Maximum bounded 3-dimensional matching is MAX SNP-complete
Information Processing Letters
Kaikoura tree theorems: computing the maximum agreement subtree
Information Processing Letters
On the agreement of many trees
Information Processing Letters
Fast comparison of evolutionary trees
Information and Computation
Sparse Dynamic Programming for Evolutionary-Tree Comparison
SIAM Journal on Computing
General techniques for comparing unrooted evolutionary trees
STOC '97 Proceedings of the twenty-ninth annual ACM symposium on Theory of computing
Maximum Agreement Subtree in a Set of Evolutionary Trees: Metrics and Efficient Algorithms
SIAM Journal on Computing
Tree Contractions and Evolutionary Trees
SIAM Journal on Computing
An O(n log n) algorithm for the maximum agreement subtree problem for binary trees
Proceedings of the seventh annual ACM-SIAM symposium on Discrete algorithms
An O(nlog n) Algorithm for the Maximum Agreement Subtree Problem for Binary Trees
SIAM Journal on Computing
Computing the Unrooted Maximum Agreement Subtree in Sub-quadratic Time
SWAT '96 Proceedings of the 5th Scandinavian Workshop on Algorithm Theory
On the Approximability of the Maximum Common Subgraph Problem
STACS '92 Proceedings of the 9th Annual Symposium on Theoretical Aspects of Computer Science
FSTTCS'06 Proceedings of the 26th international conference on Foundations of Software Technology and Theoretical Computer Science
Hi-index | 0.00 |
The Maximum Isomorphic Agreement Subtree (MIT) problem is one of the simplest versions of the Maximum Interval Weight Agreement Subtree method (MIWT) which is used to compare phylogenies.

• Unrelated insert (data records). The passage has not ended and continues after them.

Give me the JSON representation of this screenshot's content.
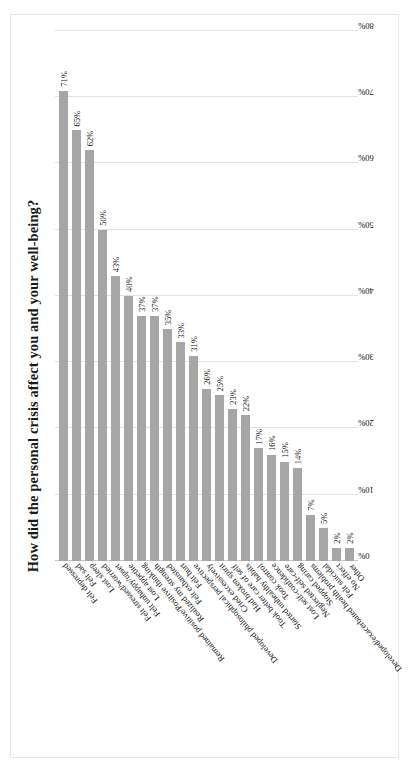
{
  "chart_data": {
    "type": "bar",
    "orientation": "horizontal",
    "title": "How did the personal crisis affect you and your well-being?",
    "xlabel": "",
    "ylabel": "",
    "xlim": [
      0,
      80
    ],
    "ticks": [
      "0%",
      "10%",
      "20%",
      "30%",
      "40%",
      "50%",
      "60%",
      "70%",
      "80%"
    ],
    "tick_values": [
      0,
      10,
      20,
      30,
      40,
      50,
      60,
      70,
      80
    ],
    "grid": true,
    "legend": "none",
    "value_suffix": "%",
    "bar_color": "#a6a6a6",
    "gridline_color": "#e2e2e2",
    "categories": [
      "Felt depressed",
      "Felt sad",
      "Lost sleep",
      "Felt stressed/worried",
      "Felt unhappy/upset",
      "Lost appetite",
      "Remained positive/Positive thinking",
      "Realized my strength",
      "Felt exhausted",
      "Felt hurt",
      "Developed philosophical perspective",
      "Cried excessively",
      "Had broken spirit",
      "Took better care of self",
      "Started unhealthy habits",
      "Took control",
      "Lost self-confidence",
      "Neglected self-care",
      "Stopped caring",
      "Developed/exacerbated health problems",
      "Felt suicidal",
      "No effect",
      "Other"
    ],
    "values": [
      71,
      65,
      62,
      50,
      43,
      40,
      37,
      37,
      35,
      33,
      31,
      26,
      25,
      23,
      22,
      17,
      16,
      15,
      14,
      7,
      5,
      2,
      2
    ],
    "value_labels": [
      "71%",
      "65%",
      "62%",
      "50%",
      "43%",
      "40%",
      "37%",
      "37%",
      "35%",
      "33%",
      "31%",
      "26%",
      "25%",
      "23%",
      "22%",
      "17%",
      "16%",
      "15%",
      "14%",
      "7%",
      "5%",
      "2%",
      "2%"
    ]
  }
}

More precisely MIT allows to provide a subset of the species such that the exact distances between species in such subset is preserved among all evolutionary trees considered. In this paper, the approximation complexity of the MIT problem is investigated, showing that it cannot be approximated in polynomial time within factor logδ n for any δ 0 unless NP ⊆ DTIME (2polylog n) for instances containing three trees. Moreover, we show that such result can be strengthened whenever instances of the MIT problem can contain an arbitrary number of trees, since MIT shares the same approximation lower bound of MAX CLIQUE.